Learn the concept
Promises & Async/Await
Data polling repeatedly fetches data at fixed intervals using setInterval or recursive setTimeout. Recursive setTimeout is preferred because it waits for the previous request to complete before scheduling the next one, preventing request pile-up on slow networks.
What is Polling?
Polling is the technique of periodically requesting data from a server at fixed intervals. It is the simplest way to keep a client's data in sync with the server when real-time push mechanisms (WebSockets, Server-Sent Events) are not available or practical.
setInterval vs Recursive setTimeout:
setInterval fires at fixed intervals regardless of whether the previous request has completed. If a request takes 3 seconds but the interval is 2 seconds, requests pile up and overlap — leading to race conditions and wasted bandwidth.
Recursive setTimeout waits for the current operation to finish, then schedules the next one after the delay. This guarantees sequential execution with a minimum gap between requests.
Exponential Backoff:
When requests fail (server errors, network issues), hammering the server with rapid retries makes things worse. Exponential backoff increases the delay after each failure (e.g., 1s → 2s → 4s → 8s up to a maximum), then resets when a request succeeds.
Cleanup and Cancellation:
Polling must be stopped when the component unmounts or the user navigates away. In React, this means clearing the timeout in the useEffect cleanup function. For in-flight requests, AbortController cancels pending fetches to prevent state updates on unmounted components.
When to Use Polling vs Alternatives:
| Approach | Use When | |----------|----------| | Short polling | Simple use case, updates every 5-30 seconds | | Long polling | Need near-real-time but can't use WebSockets | | Server-Sent Events | Server-to-client only, simple protocol | | WebSockets | Bidirectional real-time communication |
Long Polling:
Long polling keeps the HTTP request open until the server has new data or a timeout occurs. The client immediately reconnects after receiving a response. This provides near-real-time updates over standard HTTP without the overhead of rapid repeated requests.
async function pollData(url, interval = 5000) {
const controller = new AbortController();
async function poll() {
try {
const response = await fetch(url, { signal: controller.signal });
const data = await response.json();
console.log('Received:', data);
// Schedule next poll AFTER this one completes
setTimeout(poll, interval);
} catch (error) {
if (error.name === 'AbortError') {
console.log('Polling stopped');
return;
}
console.error('Poll failed:', error);
// Still schedule next attempt on error
setTimeout(poll, interval);
}
}
poll(); // Start polling
// Return cleanup function
return () => controller.abort();
}
// Usage
const stopPolling = pollData('/api/orders/status');
// Later: stopPolling();Food delivery apps poll the server every few seconds to show live order status updates until the order is delivered.
CI/CD dashboards poll for build completion status, switching to longer intervals when builds are idle.
Build a stock price display that polls an API every 5 seconds with exponential backoff on failures.
Implement the same real-time feature with both polling and WebSockets, comparing network traffic and latency.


What you need to do:
What follows is a listing to transcribe exactly, leaving the pictures out.

----- Records for this exercise -----

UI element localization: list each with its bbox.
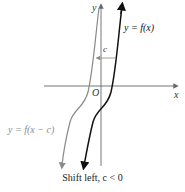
shifted-curve-label: y = f(x − c)	[8, 124, 54, 135]
original-curve-label: y = f(x)	[124, 22, 154, 33]
y-axis-label: y	[92, 2, 96, 13]
x-axis-label: x	[174, 89, 178, 100]
caption: Shift left, c < 0	[0, 172, 185, 183]
origin-label: O	[92, 87, 99, 98]
shift-c-label: c	[103, 44, 107, 54]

-----

Result of this task:
UI element localization: list each with its bbox.
shifted-curve-label: y = f(x − c)	[8, 124, 54, 135]
original-curve-label: y = f(x)	[124, 22, 154, 33]
y-axis-label: y	[92, 2, 96, 13]
x-axis-label: x	[174, 89, 178, 100]
caption: Shift left, c < 0	[0, 172, 185, 183]
origin-label: O	[92, 87, 99, 98]
shift-c-label: c	[103, 44, 107, 54]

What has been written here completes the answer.